When I used this card previously in a Windows 10 computer it read it correctly as a 128 GB card.
Without further info I\'m assuming that Samsung use the same controller chip / NAND in their 128 and
256 cards (they\'re rated for the same speeds).

I wonder if the controller chip, being the same as for a 256 is read by the phone initially as a
256 then gives the phone a signal that only half is available. Or if there actually IS 256 GB but
with faults in half of the NAND so half is marked as \'full\' on the card and that\'s why the phone
reports it as it does?

I\'d guess that it\'s probably just a bug in the firmware, akin to how
the same thing used to happen with HDDs in PCs if the BIOS\'s
automatic CHS value detection got the wrong values and set up the HDD
as if it were larger than it actually was.

SD cards are more complicated, but I\'ve forgotten too much of how
they work now to remember whether there are multiple ways of
determining the total storage space. At a minimum I guess there\'s
partition size Vs device storage size - maybe you\'ve somehow got
a partition that\'s twice as large as the total storage space?

--
__ __
#_ < |\\| |< _#
 
On 6/11/2020 10:38 am, Computer Nerd Kev wrote:
~misfit~ <shaun.at.pukekohe@gmail.com> wrote:
On 3/11/2020 8:17 pm, Computer Nerd Kev wrote:

Some years ago I read an article that I can\'t find now where someone
had decapped a variety of fake (but some very genuine looking)
micro SD cards and confirmed their origins by looking at the text
printed on the die and comparing to real cards from the manufacturer.
As I remember it, the author had been buying cards to go into
electronic devices that they were manufacturing there, and found a
batch where the fakes (which they\'d bought unknowingly) wouldn\'t work
in their devices like the real ones.

I finally found the article!

https://www.bunniestudios.com/blog/?page_id=1022

It seems that the controller chip and the programmed ID information
are more telling than the actual flash chip, which might be a
legitimate die that was originally rejected due to defects. Or the
card could be recycled, or programmed with a false capacity setting.

More SD card info here:
https://www.bunniestudios.com/blog/?p=3554

Interesting reading but very dated now.

Current until SD cards (and their underlying communication standards)
are replaced by something newer that implements a reliable
authentication system, in my opinion.

I have a Samsung 128 GB SD card in my Nokia 4.2 Android phone and the phone thinks it\'s a 256 GB
card that\'s half full already (but can\'t show the contents of that half).

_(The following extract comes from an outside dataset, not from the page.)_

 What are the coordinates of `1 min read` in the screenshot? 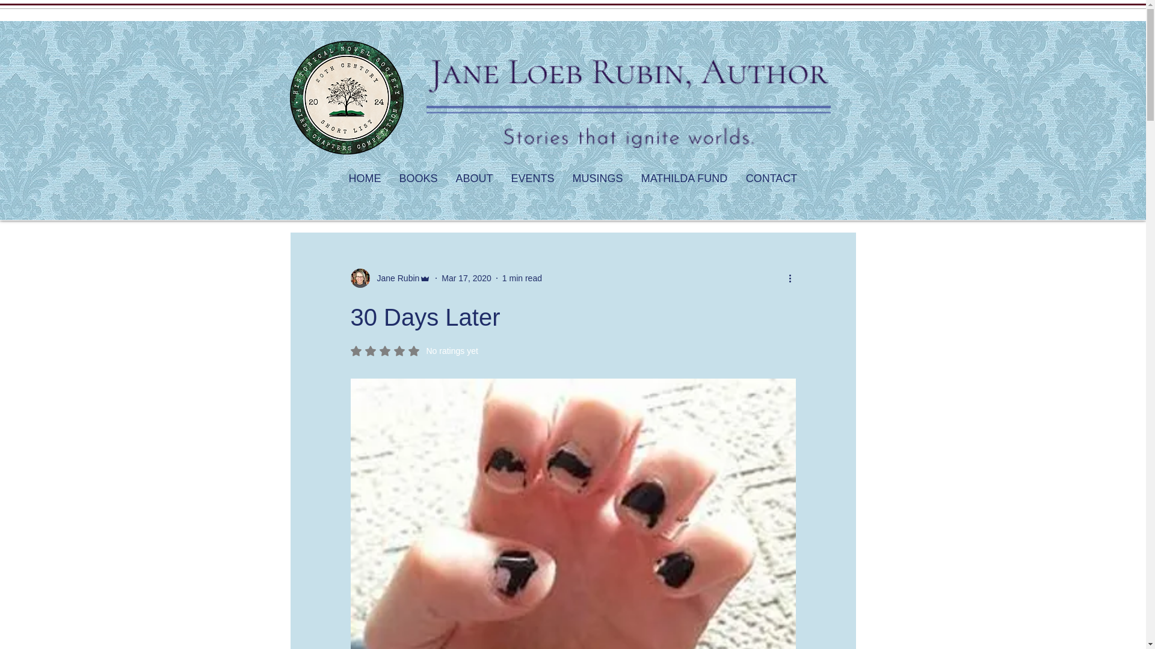 It's located at (522, 277).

When I used this card previously in a Windows 10 computer it read it correctly as a 128 GB card.
Without further info I\'m assuming that Samsung use the same controller chip / NAND in their 128 and
256 cards (they\'re rated for the same speeds).

I wonder if the controller chip, being the same as for a 256 is read by the phone initially as a
256 then gives the phone a signal that only half is available. Or if there actually IS 256 GB but
with faults in half of the NAND so half is marked as \'full\' on the card and that\'s why the phone
reports it as it does?

I\'d guess that it\'s probably just a bug in the firmware, akin to how
the same thing used to happen with HDDs in PCs if the BIOS\'s
automatic CHS value detection got the wrong values and set up the HDD
as if it were larger than it actually was.

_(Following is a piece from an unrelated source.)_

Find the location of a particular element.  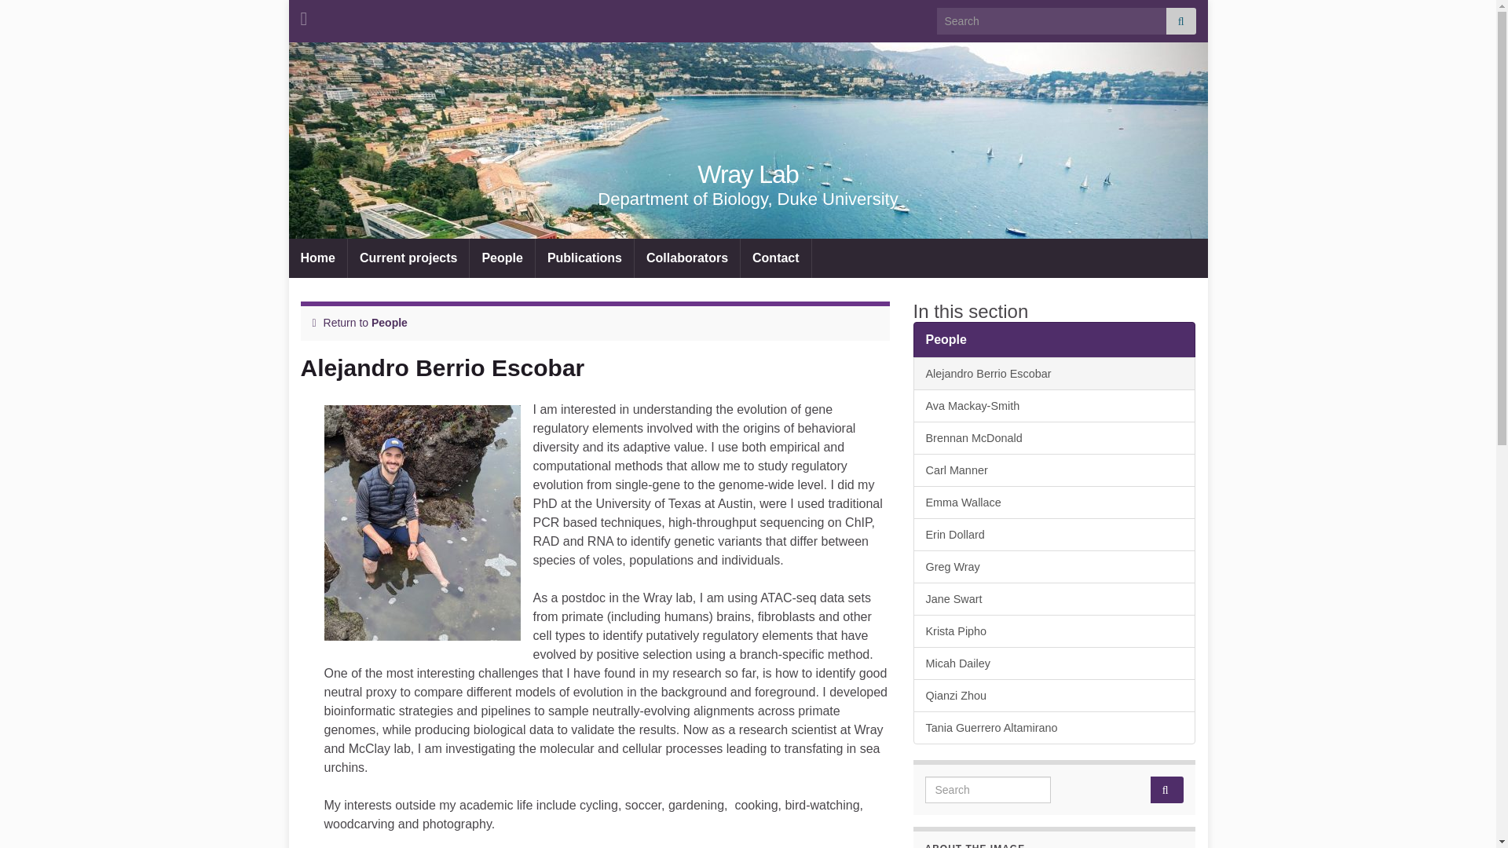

SD cards are more complicated, but I\'ve forgotten too much of how
they work now to remember whether there are multiple ways of
determining the total storage space. At a minimum I guess there\'s
partition size Vs device storage size - maybe you\'ve somehow got
a partition that\'s twice as large as the total storage space?

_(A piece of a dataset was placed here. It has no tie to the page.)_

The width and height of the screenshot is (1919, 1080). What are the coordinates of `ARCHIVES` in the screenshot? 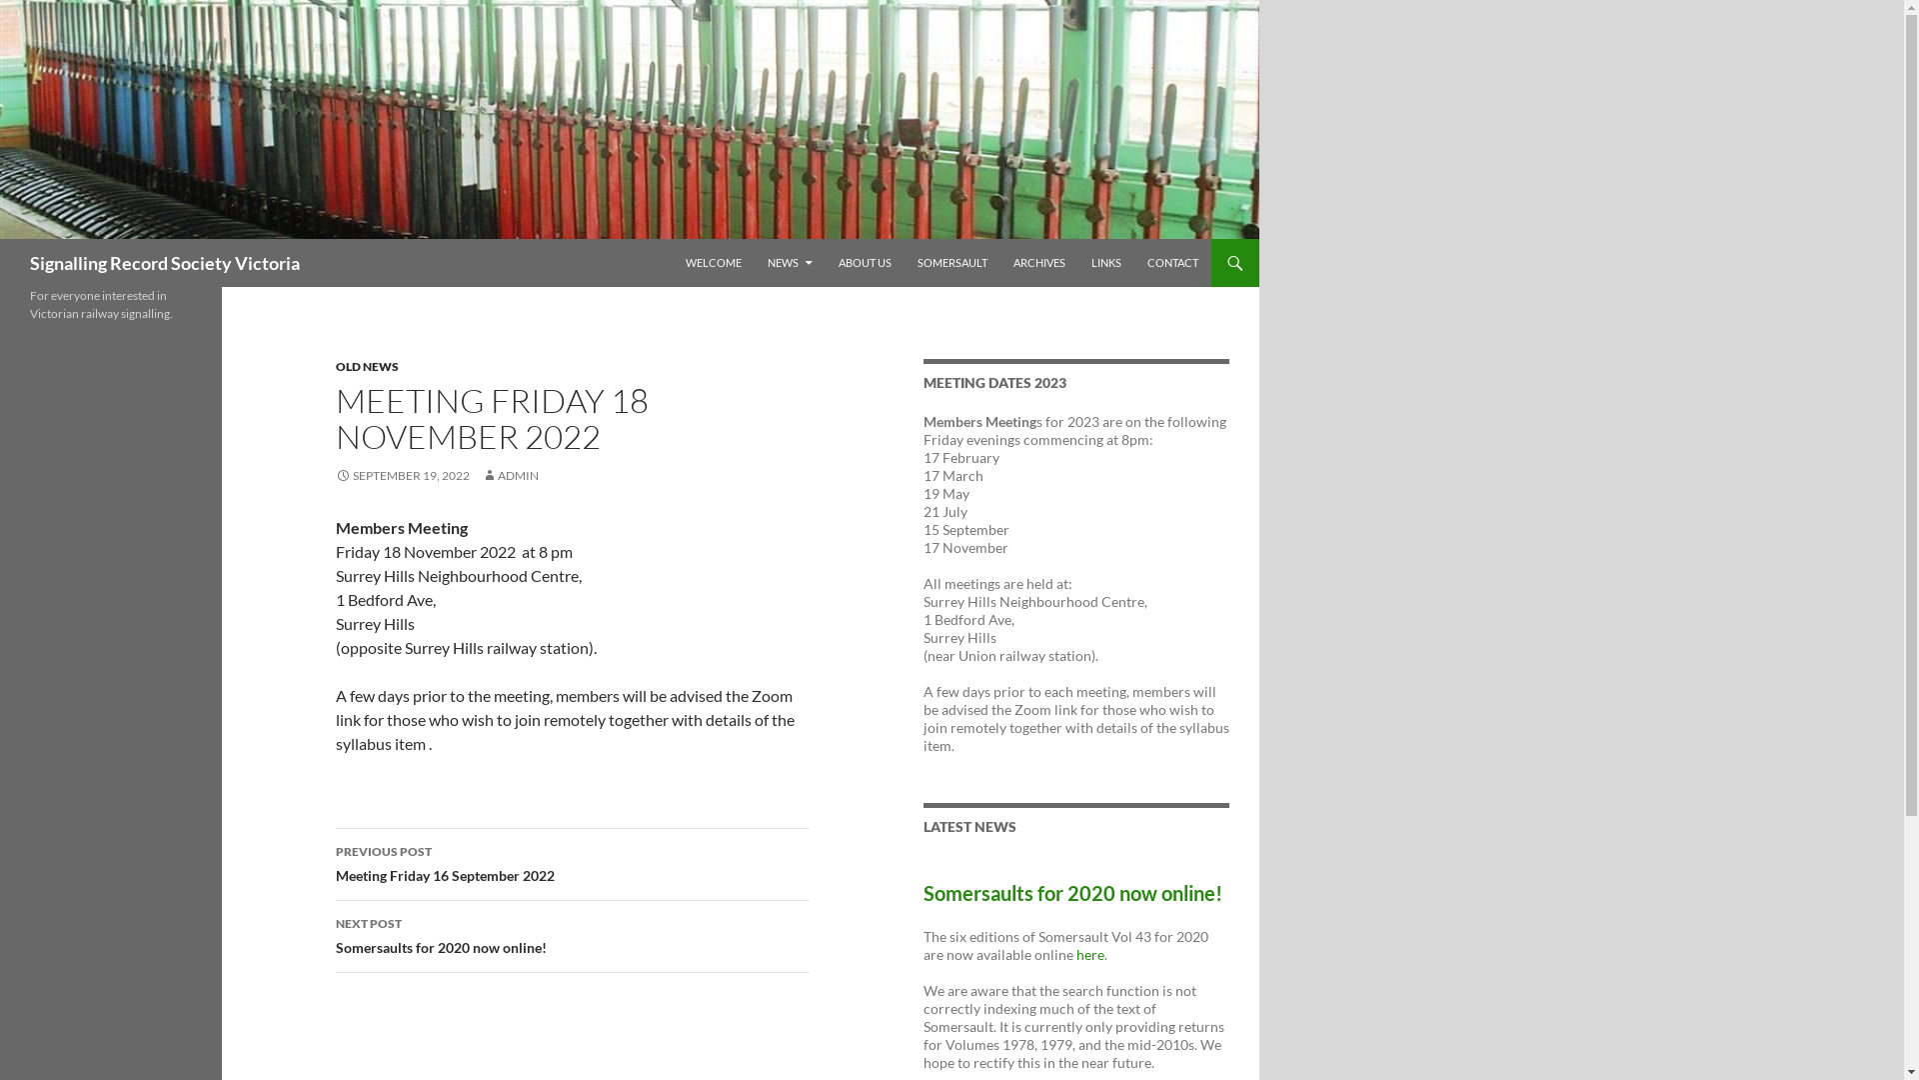 It's located at (1040, 263).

Perhaps. I let the phone format the card as I\'d been using it formatted NTFS (128 GB, as recognised
by the computer) in an SD Card - USB3 adapter for a few months with Windows 10.

I forgot that when I put it in the phone and it said \'unrecognised file system\' and asked to format it.
--
Shaun.

\"Humans will have advanced a long, long way when religious belief has a cozy little classification
in the DSM\"
David Melville

This is not an email and hasn\'t been checked for viruses by any half-arsed self-promoting software.